I cannot walk from Ludgate Circus to the Griffin without meeting him. I see him stalking into Edwards', with solemn visage and weighty stride, for the momentous function of dinner. I see him with beaming countenance and abdominal "Haw, haw!" of full content, nimbly stepping out of Bower's, his "percentage restored" and his soul "satisfied in Nature." I see him striding gloomily with downcast eyes, hands in fob, and bludgeon under his arm, oblivious of the traffic and the world, wrestling in desperate conflict with the reluctant Muses, for a happy phrase or eccentric rhyme.
His Gargantuan figure is never absent from my Fleet Street. Were he to slap me on the back, I should say "Hello, Ned," as naturally as if he had never left us.
Ah me! how we get carried away from those by whose side we would have chosen to fight!
Happily, there is no settled sadness in the Bounder's ghost.
One of the earliest recollections I have of him is connected with a tête-à-tête dinner (the tater-tart came many years after) in one of the Fleet Street taverns.
We had finished our ample meal, when in came my old friend Tom Sutton, of the Athletic News, and seeing nothing but empty plates before us, cheerily invited us to dine.
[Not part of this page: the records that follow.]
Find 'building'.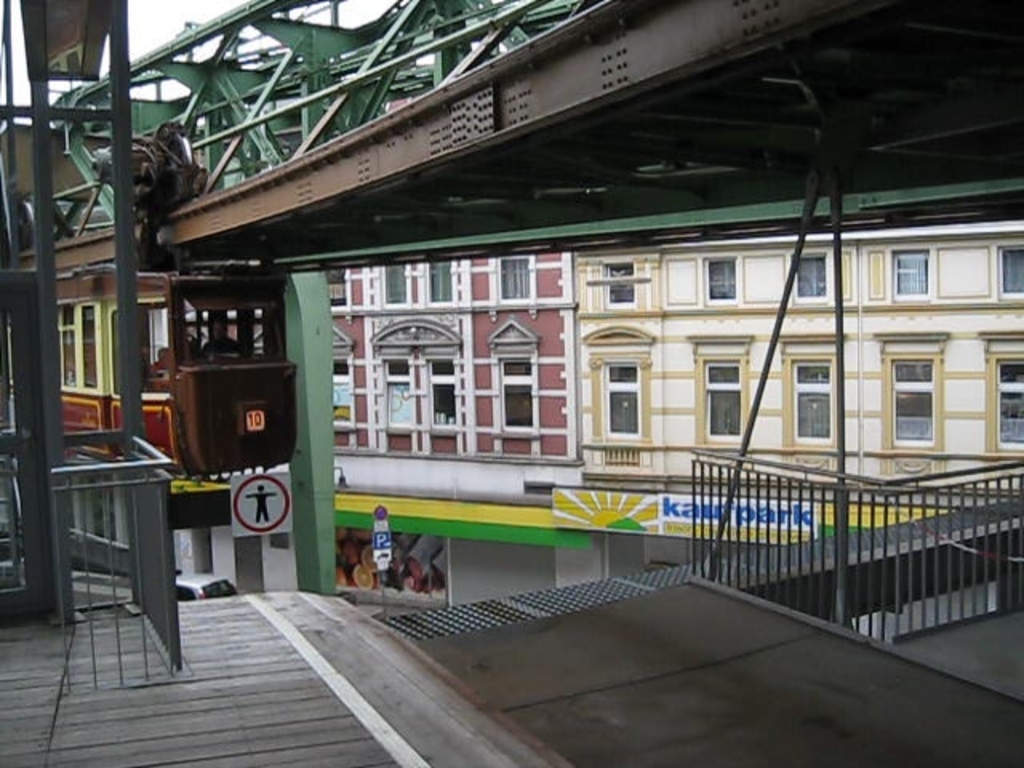
323,258,582,498.
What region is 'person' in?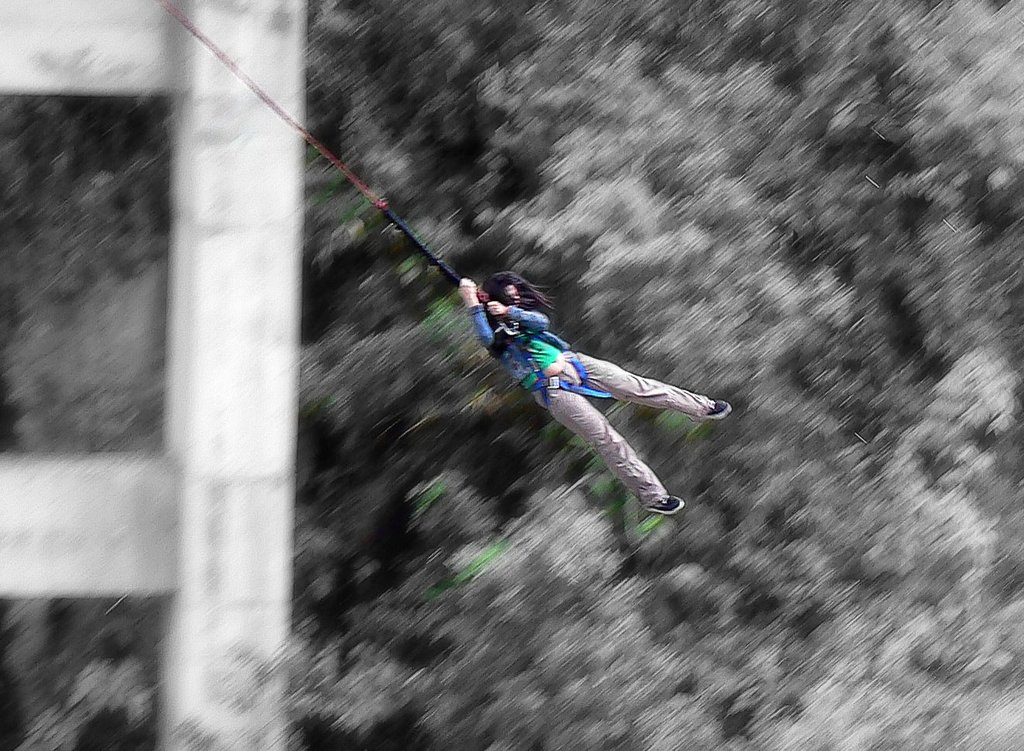
bbox(476, 245, 718, 566).
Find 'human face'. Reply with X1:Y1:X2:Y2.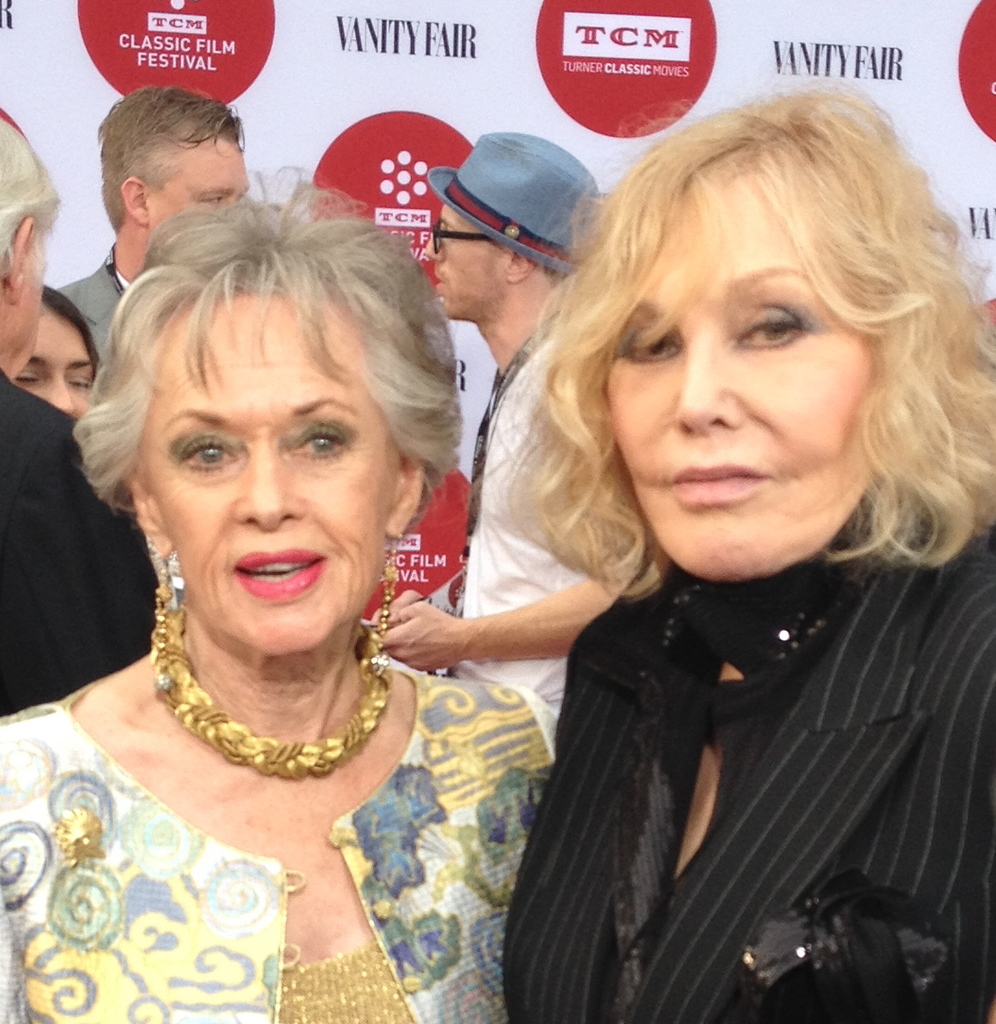
423:207:511:320.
I was about to explain the situation, when the Bounder, to warn me off, winking sideways, affably answered, "All right, old chap. I'll have a steak and a tankard of stout."
This he consumed, together with several accessories and supplements pressed upon his easy acquiescence by our genial host.
At last came the solemn moment
When the banquet's o'er,
The dreadful reckoning, and men smile no more.